On 15 Dec 2014 13:29, "Alexander Larsson" <alexl redhat com> wrote:
>
> On fre, 2014-12-12 at 17:42 +0100, Bastien Nocera wrote:
> > On Fri, 2014-12-12 at 17:08 +0100, Alexander Larsson wrote:
> > > On fre, 2014-11-28 at 16:07 +0100, Alexander Larsson wrote:
> > > > * Audio
> > > >
> > > > There is no audio support atm. Neither alsa libs, not device nodes.

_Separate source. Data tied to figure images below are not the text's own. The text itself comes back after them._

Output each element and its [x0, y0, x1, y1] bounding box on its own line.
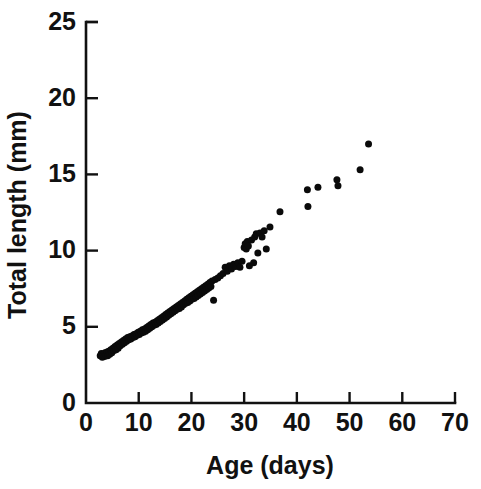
data-point: [276, 208, 283, 215]
data-points-group: [97, 140, 372, 360]
x-axis-label: Age (days): [206, 451, 334, 479]
data-point: [304, 186, 311, 193]
axes-group: [86, 22, 455, 403]
x-tick-label-70: 70: [441, 408, 469, 436]
data-point: [266, 223, 273, 230]
data-point: [259, 233, 266, 240]
x-tick-label-0: 0: [79, 408, 93, 436]
data-point: [250, 259, 257, 266]
y-axis-label: Total length (mm): [3, 111, 31, 319]
axis-spines: [86, 22, 455, 403]
tick-labels-group: 0510152025010203040506070: [48, 7, 469, 437]
data-point: [236, 264, 243, 271]
x-tick-label-10: 10: [125, 408, 153, 436]
data-point: [239, 258, 246, 265]
data-point: [334, 182, 341, 189]
chart-canvas: 0510152025010203040506070 Age (days) Tot…: [0, 0, 481, 489]
data-point: [333, 176, 340, 183]
data-point: [314, 184, 321, 191]
x-tick-label-40: 40: [283, 408, 311, 436]
data-point: [365, 140, 372, 147]
y-tick-label-20: 20: [48, 83, 76, 111]
y-tick-label-5: 5: [62, 311, 76, 339]
data-point: [245, 243, 252, 250]
scatter-plot-figure: 0510152025010203040506070 Age (days) Tot…: [0, 0, 481, 489]
y-tick-label-0: 0: [62, 388, 76, 416]
x-tick-label-30: 30: [230, 408, 258, 436]
data-point: [210, 297, 217, 304]
data-point: [357, 166, 364, 173]
x-tick-label-60: 60: [388, 408, 416, 436]
y-tick-label-15: 15: [48, 159, 76, 187]
y-tick-label-10: 10: [48, 235, 76, 263]
data-point: [263, 246, 270, 253]
x-tick-label-20: 20: [178, 408, 206, 436]
data-point: [304, 203, 311, 210]
data-point: [254, 249, 261, 256]
y-tick-label-25: 25: [48, 7, 76, 35]
x-tick-label-50: 50: [336, 408, 364, 436]
data-point: [261, 227, 268, 234]
tick-marks-group: [86, 22, 402, 403]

> > > > I think the best approach is to use pulseaudio, but this needs
> > > > careful consideration in terms of ABI/IPC compat, performance,
> > > > latency, etc.
> > >
> > > Today I looked at audio via pulseaudio. This is kind of tricky, it seems
> > > to me like the pulseaudio protocol follows the X11 style permissions
> > > method. I.e. if you're able to authenticate to the daemon you have full
> > > privs, including loading modules into the daemon.
> > >
> > > Furthermore, the "normal" mode of using shared memory to send audio
> > > relies on a single global /dev/shm, which breaks with any kind of
> > > containerization and allows any client to read any other clients data.
> > >
> > > I don't see why theoretically pulseaudio couldn't allow shared memory
> > > buffers in a contained mode, via e.g. fd passing of the shared memory
> > > instead of a shared namespace. However, anything like this involves
> > > upstream changes to the protocol. For now i'm disabling shared memory
> > > in the app, which is not ideal but at least allows apps to play sounds.
> >
> > Lennart did mention that PulseAudio could make use of kdbus for passing
> > buffers around, and I guess that Wim's "PulseVideo" (for the lack of a
> > better name) could also make use of it.
> >
> > Finer permissions are necessary in any case. You can probably allow any
> > app to play sound, but you might not want to allow microphone access to
> > most applications.
>
> Yeah, this level of permissions will need some drastic changes to the
> pulseaudio client handling. Perhaps it is possible to do while keeping
> the protocol, not sure about that. But in general, a kdbus version would
> be pretty nice as this would remove the issues around having to
> share /dev/shm with the host.
Yes, kdbus is something that could be useful to plug this leak (though we'd also need to make sure we don't add much overhead). In general, securing the protocol is something we'd like to have, but is a huge can of worms right now -- securing the protocol post-facto will be hard to do right.
Tanu was looking at a tunnel-based solution for containers in the mean time. Maybe he can fill us in on this.